By david leibowitz
The end of my father’s life is fast approaching, and if I am being completely honest, his last breath will be a blessing.
Parkinson’s disease, a ruthless bastard, has robbed him of his body: the ability to walk without falling, to use the bathroom by himself, to get out of bed under his own power.
My father’s mind lasted longer, but now dementia has eclipsed virtually everything that made him him.
Mostly what’s left now is anger. It has come to be my dad’s defining characteristic, at least when he is not faded into oblivion by morphine. Anyone who tries to help him is met by a fist, a kick, a shove.
All we can do is tell ourselves it isn’t him doing the fighting. It’s the disease.
One million Americans are living with Parkinson’s. Worldwide, the number is 10 million. Every year, 60,000 more people are diagnosed with the disease.
There is no cure. I am writing this to let you know what’s in store should you ever hear those sickening words.
Born in the Bronx in 1945, my father was the middle child of three. His older brother, a pharmacist by trade, was the first to manifest Parkinson’s. My uncle Mel died in May 2016. If my dad was nervous he was next, you never would have known it.
He played racquetball like a madman until age 70. When my mother’s health failed, he cared for her 24/7. Their love affair, a marriage that lasted 52 years, ended when my mother passed away two days after Christmas 2017.
My father has never taken off his gold wedding band.
The tremors became more noticeable a few months later. His decline was slow at first — no more racquetball, no more driving himself to CVS. His walk, strides that once gobbled up ground, dwindled to a plodding shuffle. 2019 felt like a rock rolling downhill.
And 2020, a horrible year for so many, was for my father apocalyptic: 52 weeks of handfuls of pills, vivid hallucinations, emotional doldrums and electric fury.
My brother and my nephew have been on the front lines for all of it: the vitriol, the wild mood swings, the swinging fists. Care around the clock by home health aides did little except chew up money and present new targets for abuse.
Again, as we have told ourselves a few thousand times: This was the disease acting out, not my father.

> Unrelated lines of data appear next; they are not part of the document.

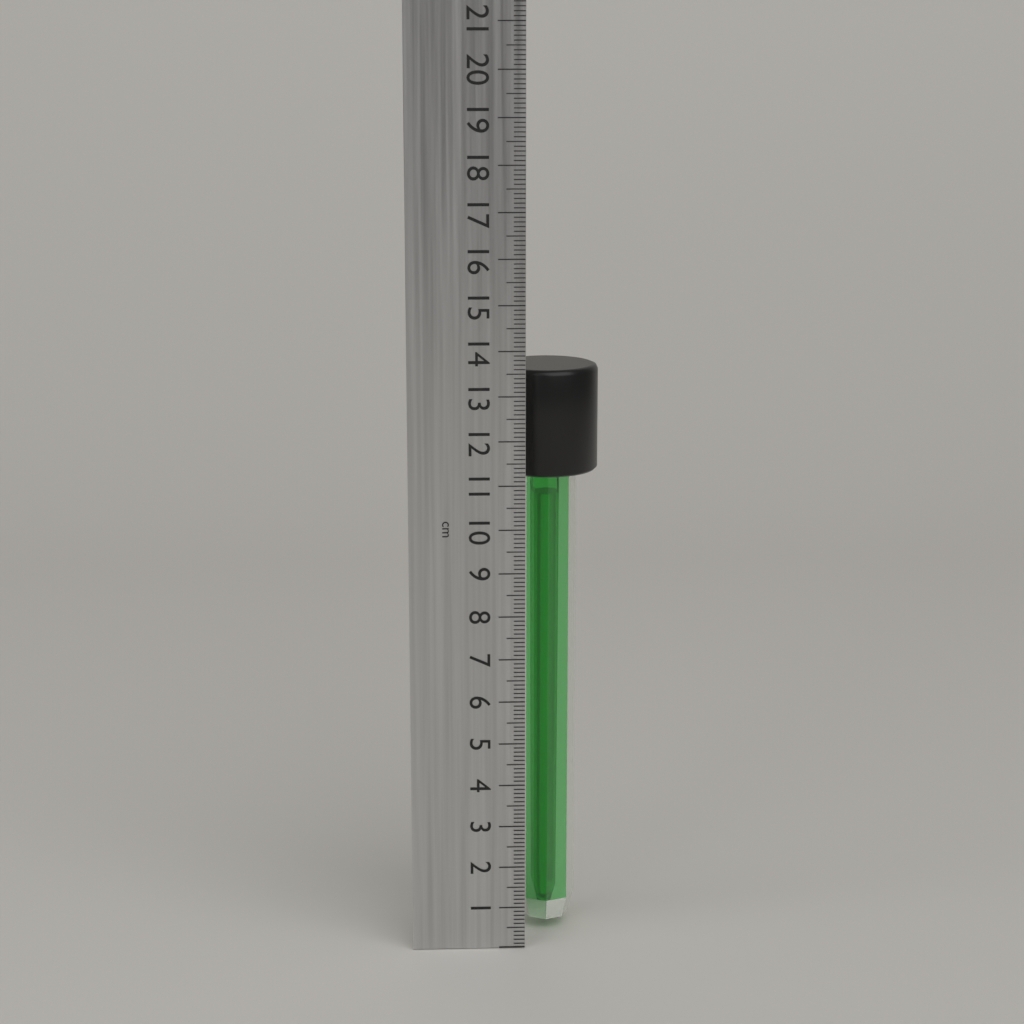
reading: 13.5 cm
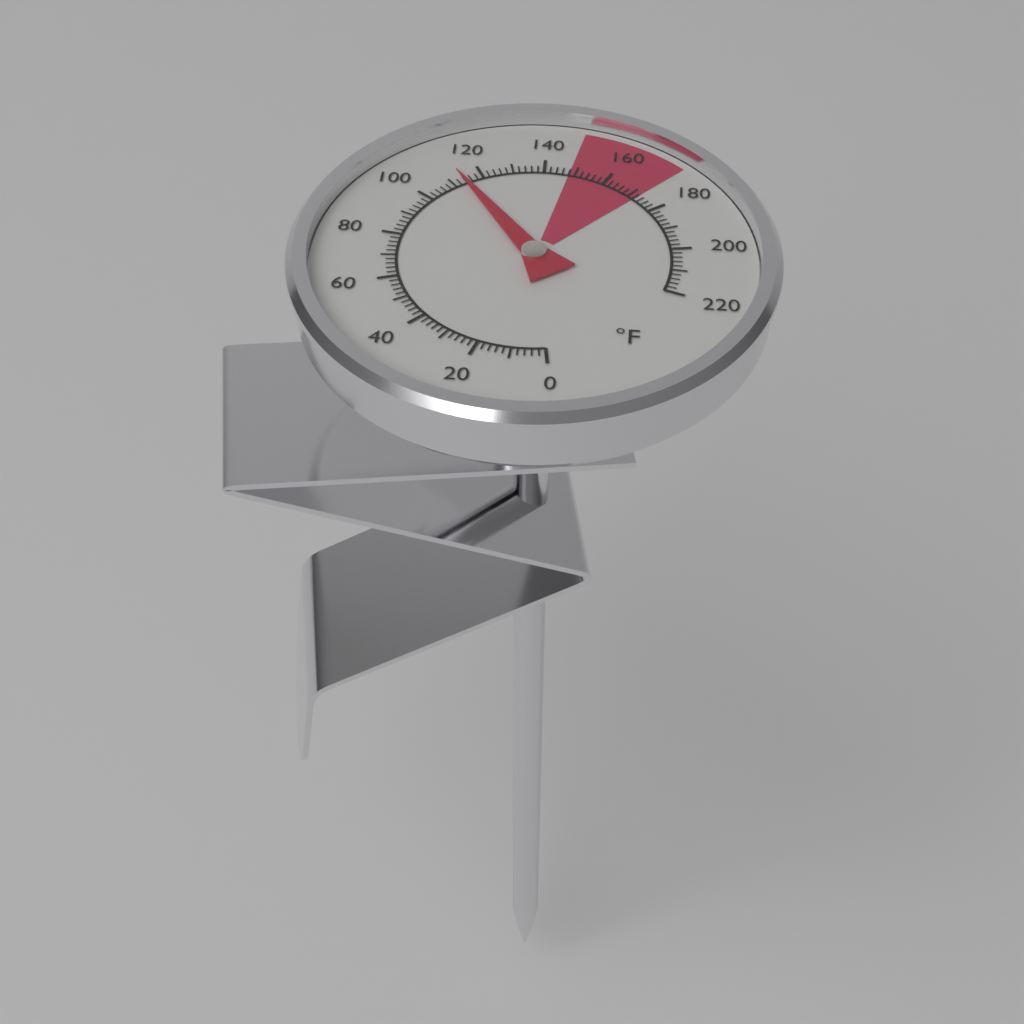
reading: 114 °F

Now he’s in a hospital bed, zoned out on morphine to manage his physical and emotional symptoms. The doctors claim they are trying to “get him stabilized,” whatever that means at this point.
Someday soon I will board a Florida-bound plane for perhaps the 10th time in the last year, except this time the destination is goodbye.
Here’s the thing, though: The man who taught me how to ride a bike, dribble a basketball, swing a bat, balance a chemistry equation, change the oil in a car, he’s been gone for a long time now.
That’s what diseases like Parkinson’s and dementia do — they don’t kill their victims all at once, they kill by degrees. The person you love disappears day by day, gradually subtracted from your life and the world.
Long before they take their final shallow breaths, your heart has been replaced by an empty space where comfort and joy once lived.
Hug everyone you love tighter is all I can tell you. Make sure your long-term care insurance is paid up. Make peace with all who need forgiveness. One day soon, they may no longer be able to do more than breathe.
By then, the only thing left talking or throwing fists will be some bastard disease.